Wyndham Hit With OT Action Over Tweaked Time Clocks

[Pages:1]April 23, 2013

Wyndham Hit With OT Action Over Tweaked Time Clocks

By Emily Atkin

A timeshare salesman hit two Wyndham Worldwide Corp. subsidiaries with a proposed collective action in Florida federal court Thursday, claiming the hospitality giant unlawfully manipulates its timekeeping system to avoid paying overtime.

Darren Koch's suit says Wyndham Worldwide Operations Inc. and Wyndham Vacation Ownership Inc. -- both in the business of selling and soliciting timeshares in Florida -- tweak information plugged into time clocks by employees, making it seem as though employees have not worked more than 40-hour weeks when they actually have.

The practice, the suit says, violates the Fair Labor Standards Act.

Wyndham's "deliberate and manipulative acts of altering its timekeeping system are willful violations of the FLSA," the suit says. "Defendants have been previously sued for similar FLSA violations but have failed to modify their unlawful pay practices."

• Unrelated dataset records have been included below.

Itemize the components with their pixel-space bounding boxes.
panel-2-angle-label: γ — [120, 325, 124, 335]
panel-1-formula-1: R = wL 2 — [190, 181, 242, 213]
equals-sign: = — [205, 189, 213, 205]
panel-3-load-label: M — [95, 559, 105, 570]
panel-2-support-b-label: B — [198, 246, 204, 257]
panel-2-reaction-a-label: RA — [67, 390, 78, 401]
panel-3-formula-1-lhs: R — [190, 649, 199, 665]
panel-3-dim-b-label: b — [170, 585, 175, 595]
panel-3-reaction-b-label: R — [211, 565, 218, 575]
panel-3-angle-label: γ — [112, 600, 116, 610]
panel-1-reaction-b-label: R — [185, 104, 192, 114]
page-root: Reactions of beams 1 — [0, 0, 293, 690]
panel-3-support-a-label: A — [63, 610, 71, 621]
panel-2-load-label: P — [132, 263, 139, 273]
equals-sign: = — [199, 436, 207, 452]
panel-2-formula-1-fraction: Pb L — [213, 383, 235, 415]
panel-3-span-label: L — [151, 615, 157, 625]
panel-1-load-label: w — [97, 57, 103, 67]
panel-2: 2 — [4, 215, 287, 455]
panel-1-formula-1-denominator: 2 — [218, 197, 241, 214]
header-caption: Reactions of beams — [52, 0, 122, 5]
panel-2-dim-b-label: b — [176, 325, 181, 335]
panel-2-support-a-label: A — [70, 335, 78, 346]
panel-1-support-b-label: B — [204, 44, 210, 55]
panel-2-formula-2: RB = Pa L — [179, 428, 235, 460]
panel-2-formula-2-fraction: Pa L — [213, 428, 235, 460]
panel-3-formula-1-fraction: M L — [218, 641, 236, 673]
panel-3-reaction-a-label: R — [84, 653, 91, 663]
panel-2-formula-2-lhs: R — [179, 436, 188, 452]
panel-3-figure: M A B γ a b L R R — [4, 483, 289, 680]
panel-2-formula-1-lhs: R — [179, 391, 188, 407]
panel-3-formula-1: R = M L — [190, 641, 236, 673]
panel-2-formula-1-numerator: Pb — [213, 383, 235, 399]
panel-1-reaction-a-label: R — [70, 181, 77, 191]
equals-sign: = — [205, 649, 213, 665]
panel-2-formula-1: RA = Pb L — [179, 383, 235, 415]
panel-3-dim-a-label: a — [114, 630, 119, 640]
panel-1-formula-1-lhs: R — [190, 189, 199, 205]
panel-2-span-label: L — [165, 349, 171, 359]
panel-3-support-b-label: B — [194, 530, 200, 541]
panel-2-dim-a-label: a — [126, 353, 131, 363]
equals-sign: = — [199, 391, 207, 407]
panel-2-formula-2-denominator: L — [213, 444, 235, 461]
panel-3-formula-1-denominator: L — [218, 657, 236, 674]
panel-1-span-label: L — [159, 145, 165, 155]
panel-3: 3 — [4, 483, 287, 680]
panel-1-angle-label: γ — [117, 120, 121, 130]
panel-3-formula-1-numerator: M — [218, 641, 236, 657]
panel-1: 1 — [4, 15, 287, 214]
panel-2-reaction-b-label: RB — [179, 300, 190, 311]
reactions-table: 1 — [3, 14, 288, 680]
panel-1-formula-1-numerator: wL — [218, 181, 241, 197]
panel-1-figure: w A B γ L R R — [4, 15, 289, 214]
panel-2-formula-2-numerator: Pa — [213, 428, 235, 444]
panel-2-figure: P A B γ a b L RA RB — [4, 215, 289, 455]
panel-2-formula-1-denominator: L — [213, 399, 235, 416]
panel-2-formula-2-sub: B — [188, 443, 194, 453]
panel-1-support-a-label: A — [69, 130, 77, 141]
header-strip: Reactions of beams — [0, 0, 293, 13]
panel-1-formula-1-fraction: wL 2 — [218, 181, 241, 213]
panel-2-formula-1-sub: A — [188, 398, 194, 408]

In 2010, Wyndham Vacation settled a similar opt-in FLSA suit in Florida federal court for $600,000, which also accused the unit of denying overtime pay, according to court documents. That suit, which did not target Wyndham Worldwide, was brought by Charles J. Thompson in 2009 on behalf of a collective class of time share sales agents.

The current suit seeks to certify a broader collective class than the 2009 suit, of "various" types of commissioned Wyndham salespeople and not just time share agents, according to the complaint.

Plainti counsel Michael Cotzen of Mans eld Bronstein PA told Law360 on Tuesday that the suit's proposed class is broader because there could be many other types of commissioned Wyndham salespeople who are being denied overtime.

"Of all the salesmen Wyndham has, Mr. Koch just happens to be a timeshare salesman," he said. "We don't know what the size of the class is, and we don't know how many other salesmen are owed overtime."

"We do know, however, that Wyndham has been willfully reducing the hours that Mr. Koch has been working by changing the amount on his time sheet. ... He knows what he's been working, and he knows he hasn't been getting paid for it," Cotzen added.

According to the complaint, Koch and the members of the proposed collective class are commissioned employees and do not receive an hourly rate. Still, Cotzen said, they are non-exempt employees under the FLSA who are entitled to receive time-and-a-half for all hours worked over 40.

"Commissioned employees can be paid overtime based on their commissions," Cotzen said. "That's why he clocked in and out, and that's why Wyndham has been manipulating the information."

Representatives for Wyndham could not immediately be reached for comment.

Counsel information for Wyndham was not immediately available.

Darren Koch is represented by Michael Cotzen and Jonathan Scott Minick of Mans eld Bronstein PA.

The case is Koch v. Wyndham Worldwide Operations Inc., et al., case number 6:13-cv-00627, in the U.S. District Court for the Middle District of Florida.